There were a few more deaths in Chernobyl but it’s mainly due to the bad management of the cleaning process.

Well, yeah, but entire towns had to be evacuated and interdicted.

How do you figure THAT external cost?

If we include those, the most costly and deadly energy is hydro. Last year a much bigger evacuation than Fukushima occurred in the US because of a dam failure.

It is kind of interesting that almost no one have heard of it, and that it did not make major international news.

> nuclear waste for hundreds or thousands of generations to deal with

Solar and wind don't generate waste?

And while batteries are getting better, they're still not to the point that solar and wind can just replace the kind of power nuclear produces.

Further, lithium batteries don't produce waste?

Nuclear waste is a lot worse than any other type of waste. It's dangerous for tens of thousands of years and we don't know if we will be able to tell a civilization 10,000 years in the future that the stuff we buried deep in a cave is dangerous.
> Nuclear waste is a lot worse than any other type of waste.

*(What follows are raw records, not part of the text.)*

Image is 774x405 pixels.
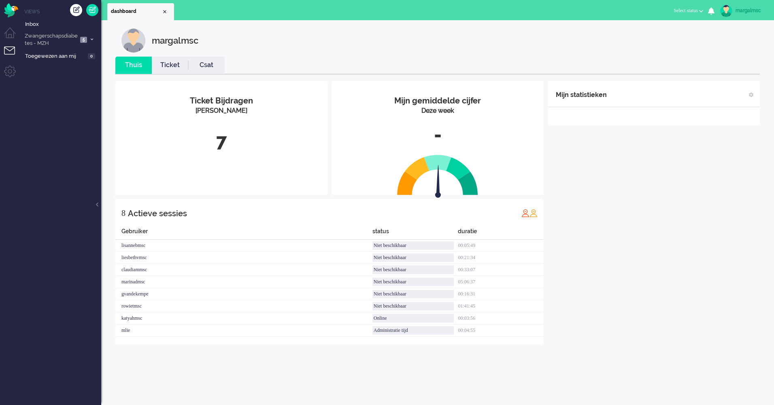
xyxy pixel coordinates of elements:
div: claudiammsc [115,264,372,276]
div: rowietmsc [115,301,372,313]
a: margalmsc [718,5,766,17]
span: Select status [673,8,698,13]
div: gvandekempe [115,289,372,301]
div: duratie [458,227,543,240]
img: flow_omnibird.svg [4,3,18,17]
li: Thuis [115,57,152,74]
div: Close tab [161,8,168,15]
div: liesbethvmsc [115,252,372,264]
div: Niet beschikbaar [372,302,454,311]
span: dashboard [111,8,161,15]
li: Csat [188,57,225,74]
a: Ticket [152,61,188,70]
div: Gebruiker [115,227,372,240]
div: Niet beschikbaar [372,278,454,286]
div: Niet beschikbaar [372,254,454,262]
li: Dashboard menu [4,28,22,46]
a: Toegewezen aan mij 0 [23,51,101,60]
li: Tickets menu [4,47,22,65]
li: Views [24,8,101,15]
a: Thuis [115,61,152,70]
img: profile_red.svg [521,209,529,217]
div: Ticket Bijdragen [121,95,321,107]
div: Niet beschikbaar [372,290,454,299]
div: Mijn statistieken [556,87,607,103]
a: Omnidesk [4,5,18,11]
div: - [337,122,537,149]
img: arrow.svg [420,165,455,200]
span: Toegewezen aan mij [25,53,85,60]
div: 7 [121,128,321,155]
div: 8 [121,205,125,221]
li: Admin menu [4,66,22,84]
div: Administratie tijd [372,327,454,335]
img: profile_orange.svg [529,209,537,217]
button: Select status [668,5,708,17]
img: avatar [720,5,732,17]
div: 00:03:56 [458,313,543,325]
div: Niet beschikbaar [372,242,454,250]
li: Dashboard [107,3,174,20]
div: katyahmsc [115,313,372,325]
span: 5 [80,37,87,43]
div: Creëer ticket [70,4,82,16]
div: Deze week [337,106,537,116]
a: Quick Ticket [86,4,98,16]
div: status [372,227,458,240]
span: Inbox [25,21,101,28]
div: margalmsc [152,28,198,53]
div: Actieve sessies [128,206,187,222]
div: lisannebmsc [115,240,372,252]
div: 01:41:45 [458,301,543,313]
div: 00:16:31 [458,289,543,301]
div: [PERSON_NAME] [121,106,321,116]
img: semi_circle.svg [397,155,478,195]
div: 00:33:07 [458,264,543,276]
div: 05:06:37 [458,276,543,289]
span: 0 [88,53,95,59]
div: 00:05:49 [458,240,543,252]
div: Mijn gemiddelde cijfer [337,95,537,107]
div: Online [372,314,454,323]
a: Csat [188,61,225,70]
img: customer.svg [121,28,146,53]
div: margalmsc [735,6,766,15]
span: Zwangerschapsdiabetes - MZH [23,32,78,47]
div: marinadmsc [115,276,372,289]
div: 00:21:34 [458,252,543,264]
a: Inbox [23,19,101,28]
li: Ticket [152,57,188,74]
div: 00:04:55 [458,325,543,337]
div: mlie [115,325,372,337]
li: Select status [668,2,708,20]
div: Niet beschikbaar [372,266,454,274]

It's really not. It is compact, contained, and isolated. It takes a tiny amount of space compared to any other solution.

> It's dangerous for tens of thousands of years

Some of it is. Most of it isn't. By definition, long-lasting isotopes are the least dangerous.

> we don't know if we will be able to tell a civilization 10,000 years in the future that the stuff we buried deep in a cave is dangerous.

We won't have a civilisation in the next century if we keep fucking it up. It is patently absurd, considering the state of the world, to keep saying that nuclear is the absolute worst. Non-nuclear is what put us in this very situation in the first place.

Per unit volume, sure: A cave full of nuclear waste is worse than a cave full of CO2.

Per energy generated, it's not clear at all to me that the nuclear waste from a country running off nuclear power is worse than the CO2 emissions of running that same country off fossil fuels.

That cave full of nuclear waste has something like "all the waste generated by the UK to date". Enough CO2 to fill a cave is one coal plant running for a few days.

you keep comparing nuclear to fossil.

You should compare it to solar/wind/(etc) which produce neither CO2, nor radioactive plutonium, cesium, xenon, (etc)

> expand renewables and phase out coal and gas over the next 20 years

Put in a plan to stop building new coal and gas power plants in EU and that strategy would have a bit more support behind it. New coal, gas and oil is the core of the energy strategy for handling grid stability. It will last much longer than 15 years.

This is where citizens of a world that has enjoyed the type of civil stability and wealth to allow for caring for nuclear waste sites for roughly 200 years will inform you that they can categorically guarantee that there will be no issues caring for these sites in 500 years.
Because civilized societies can provide electricity at night.